AI application employment impact assessment mechanisms should be established, proposed Ma Yide 马一德 an NPC (National People's Congress) deputy and University of Chinese Academy of Sciences School of Intellectual Property Law dean during the 2026 Two Sessions. 

Ma warned the current policy gap, if not promptly addressed, could evolve into major risks affecting social stability. He argued policy currently emphasises cultivating new occupations and expanding new employment forms to absorb AI-driven industrial changes, but should strengthen prevention of employment shocks.

Ma identified four major employment impacts from AI

  • white-collar positions face systematic replacement, with translation, customer service and basic design positions experiencing significant demand contraction
    • 'AI plus senior expert' model is replacing traditional 'senior expert plus junior assistant' structures
    • around 300 million global jobs may be affected by AI automation, with considerable proportions concentrated in knowledge-based and clerical positions
  • youth employment pressure intensifies as enterprises reduce entry-level hiring
    • the 2026 graduate cohort will reach 12.7 million, while sectors with strongest employment absorption including internet, finance and education training face greatest AI impacts
  • middle-aged workers confront 'skill depreciation'
    • workplace core forces in their thirties and forties see professional skills underpinning livelihoods accelerate in devaluation, lacking young people's advantages in learning new technologies while not yet reaching retirement age, becoming vulnerable groups in technological transformation
  • traditional re-employment pathways ineffectiveness
    • previously displaced workers could transfer to service industries, but customer service robots, AI shopping guides and intelligent financial advisors proliferate, weakening service industry 'reservoir' functions
    • flexible employment positions including food delivery, express delivery and ride-hailing also face potential replacement from unmanned delivery and autonomous driving

Ma proposed establishing employment impact assessment systems for major technology applications, referencing environmental impact assessment institutional approaches. Enterprises deploying large-scale AI human replacement should establish pre-assessment and process monitoring mechanisms. Employment effects should be incorporated into AI industrial policy consideration frameworks, with projects having negative net employment effects requiring enterprises to invest matching retraining and reemployment placement funds.

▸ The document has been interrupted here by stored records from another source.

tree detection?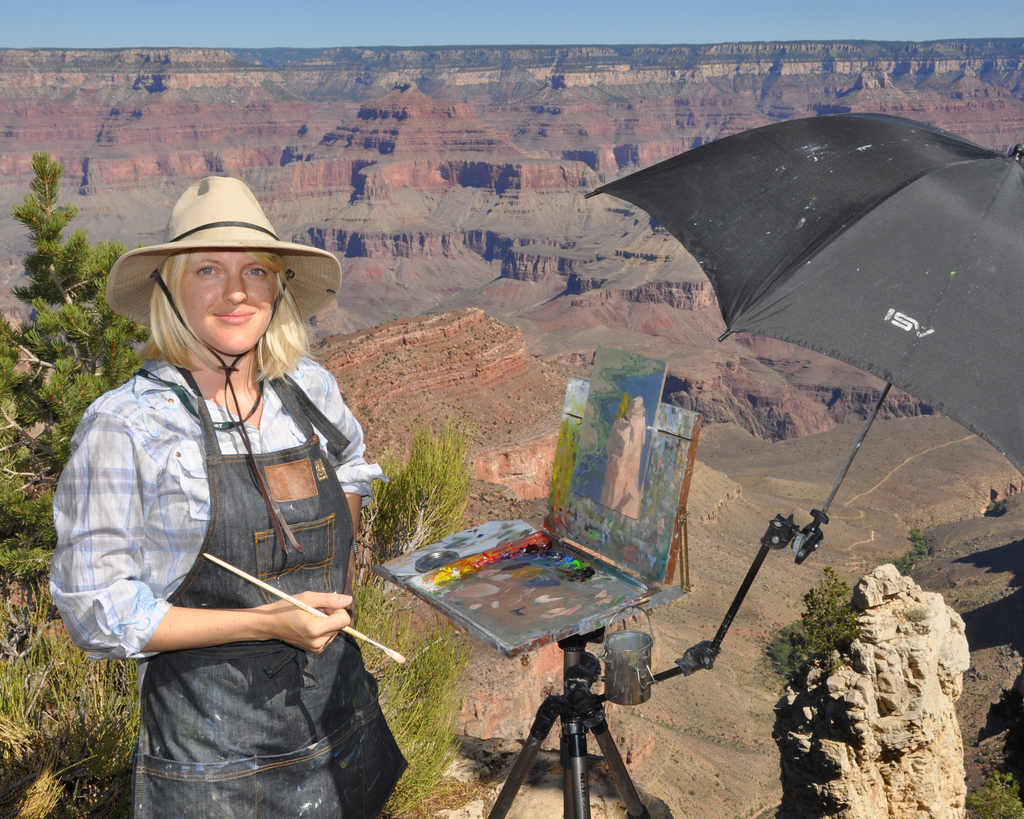
0/149/150/481
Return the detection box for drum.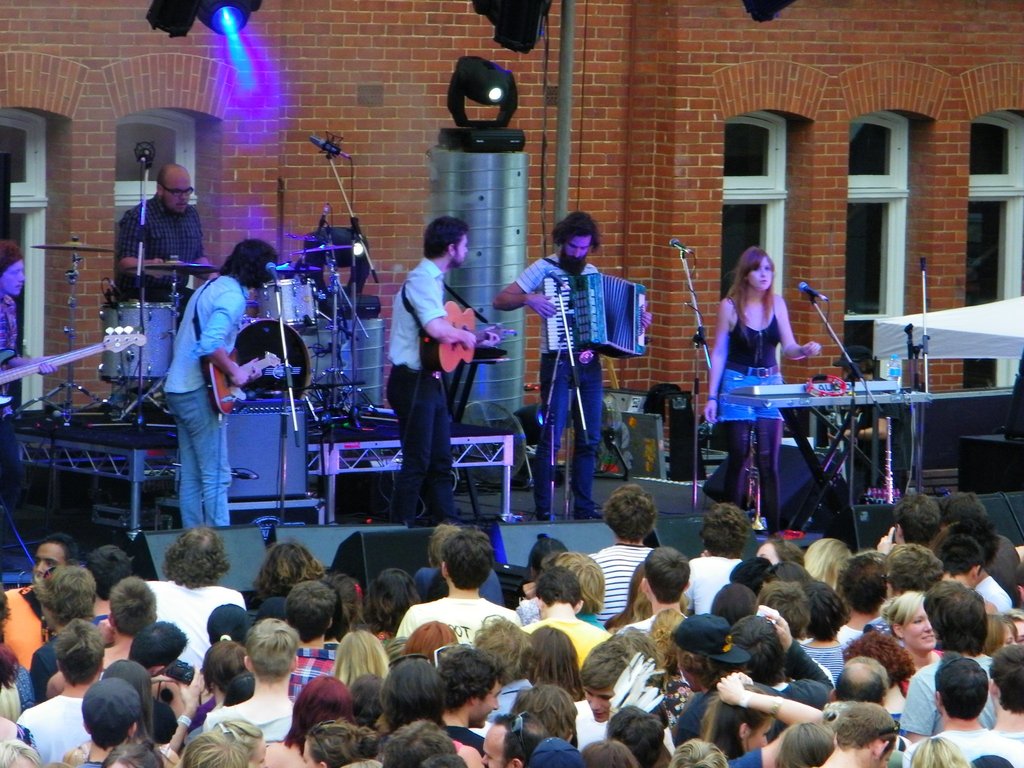
pyautogui.locateOnScreen(255, 278, 323, 325).
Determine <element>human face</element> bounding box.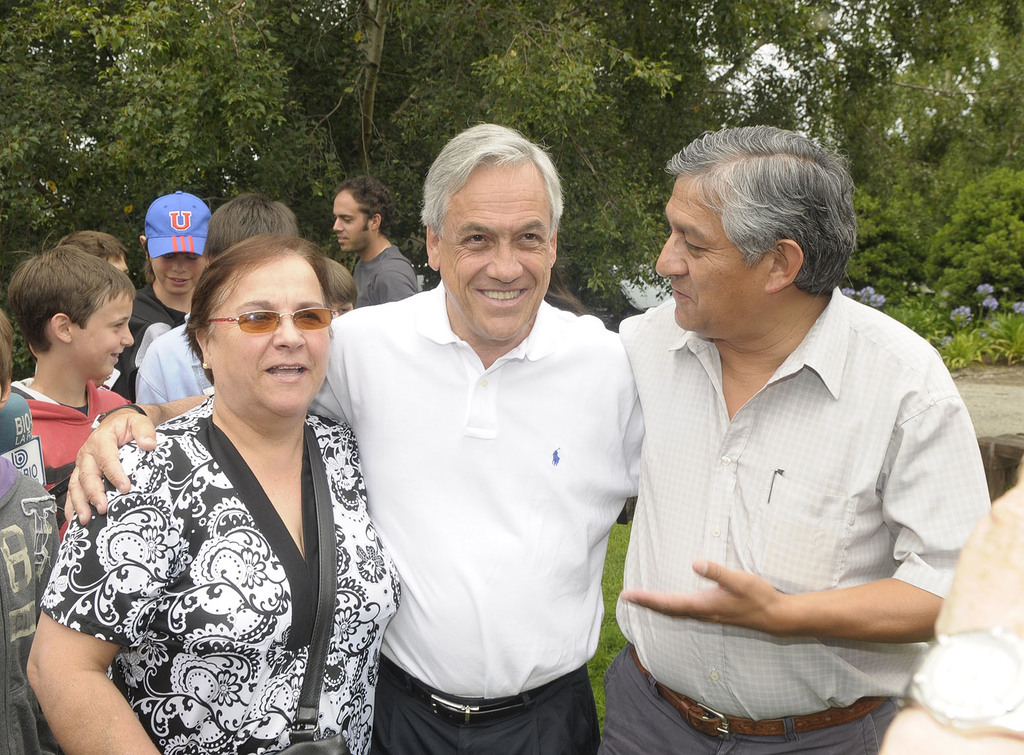
Determined: locate(655, 171, 767, 340).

For technology-driven unemployment social security, Ma suggested MoHRSS (Ministry of Human Resources and Social Security) research revising unemployment insurance regulations, adding 'technology-driven unemployment' identification standards and special relief measures. For recognised technology-driven unemployed workers, appropriately extend unemployment insurance benefit periods, raise training subsidy standards and establish 'training period living subsidy' systems, resolving workers' dilemmas between supporting families and full-time training.

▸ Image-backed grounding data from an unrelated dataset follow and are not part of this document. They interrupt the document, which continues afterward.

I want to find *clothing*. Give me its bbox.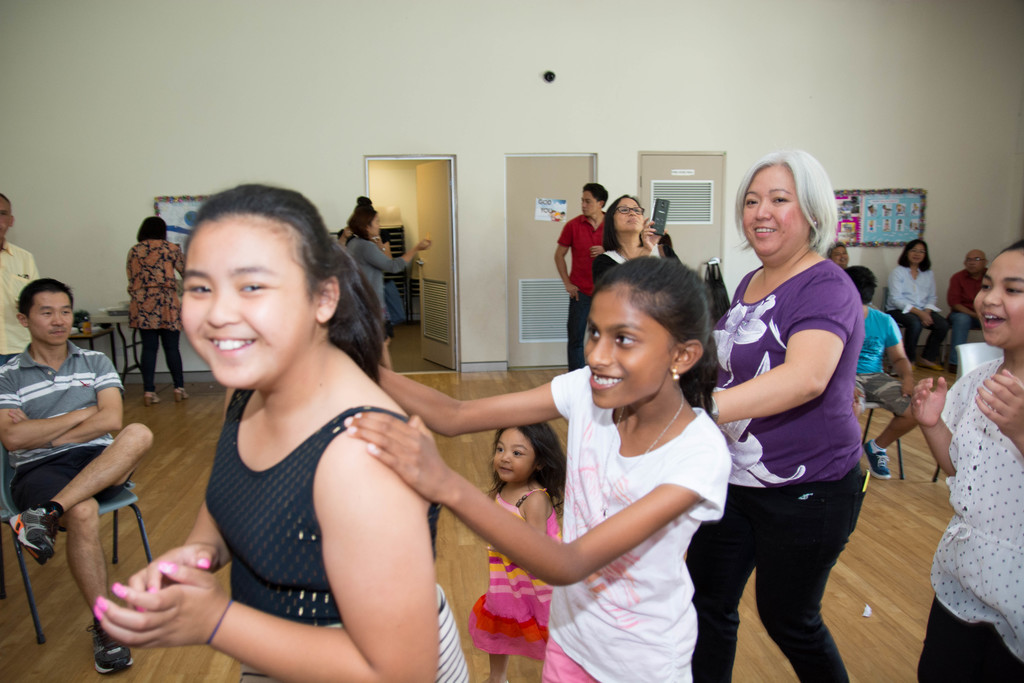
[470,483,562,661].
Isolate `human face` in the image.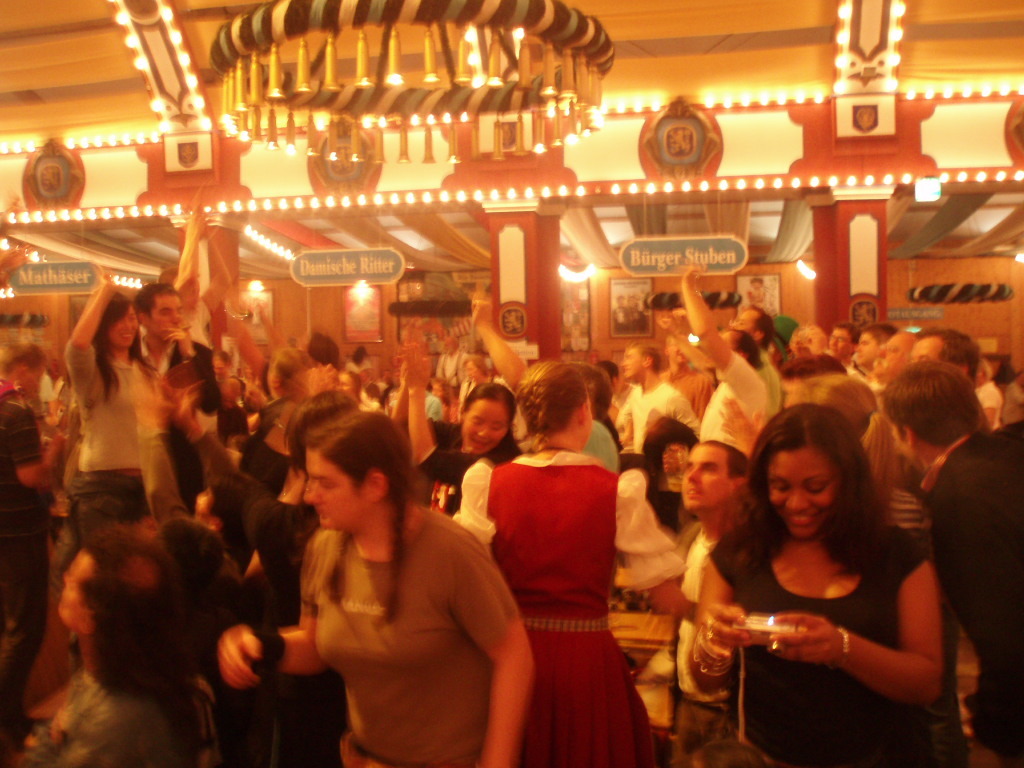
Isolated region: (300, 436, 367, 528).
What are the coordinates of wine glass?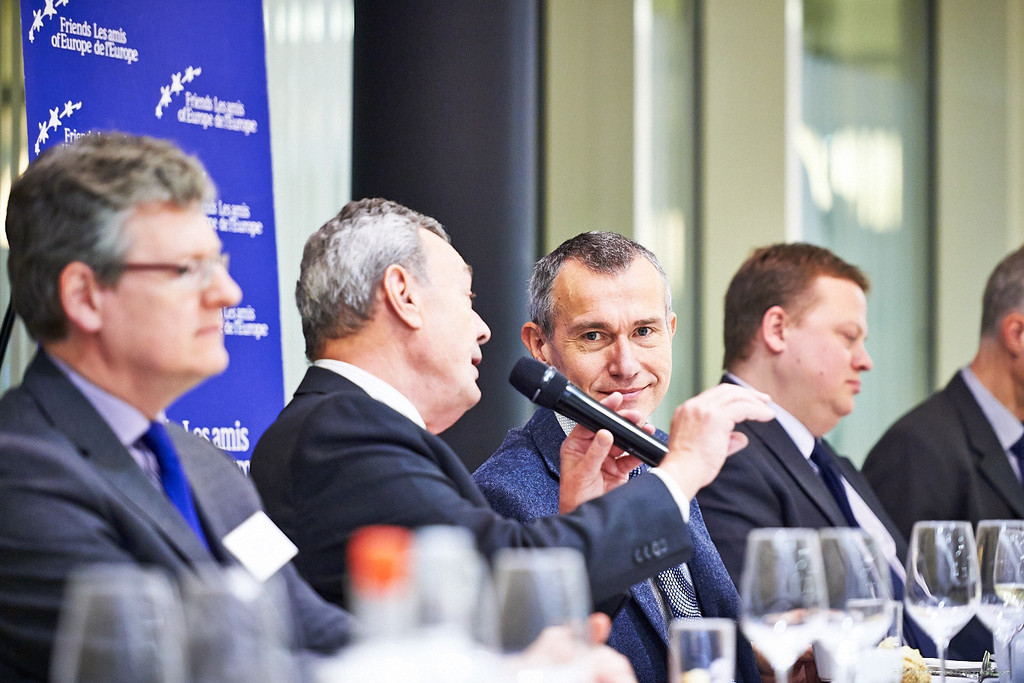
808 531 895 682.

Regarding financing, Ma proposed exploring multi-source financing mechanisms for technology-driven unemployment insurance funds. This could include researching moderately adjusting social insurance contribution ratios for enterprises with AI applications reaching certain scales or establishing 'technological progress adjustment funds' requiring AI application beneficiary enterprises to share partial social costs, embodying 'whoever benefits bears responsibility' fairness principles

Yao Jinbo 姚劲波 an NPC deputy and 58.com CEO also proposed implementing 'national AI skills and literacy enhancement action', establishing national AI talent cultivation special funds and building employment monitoring systems led by MoHRSS departments jointly with universities, research institutions and recruitment platforms.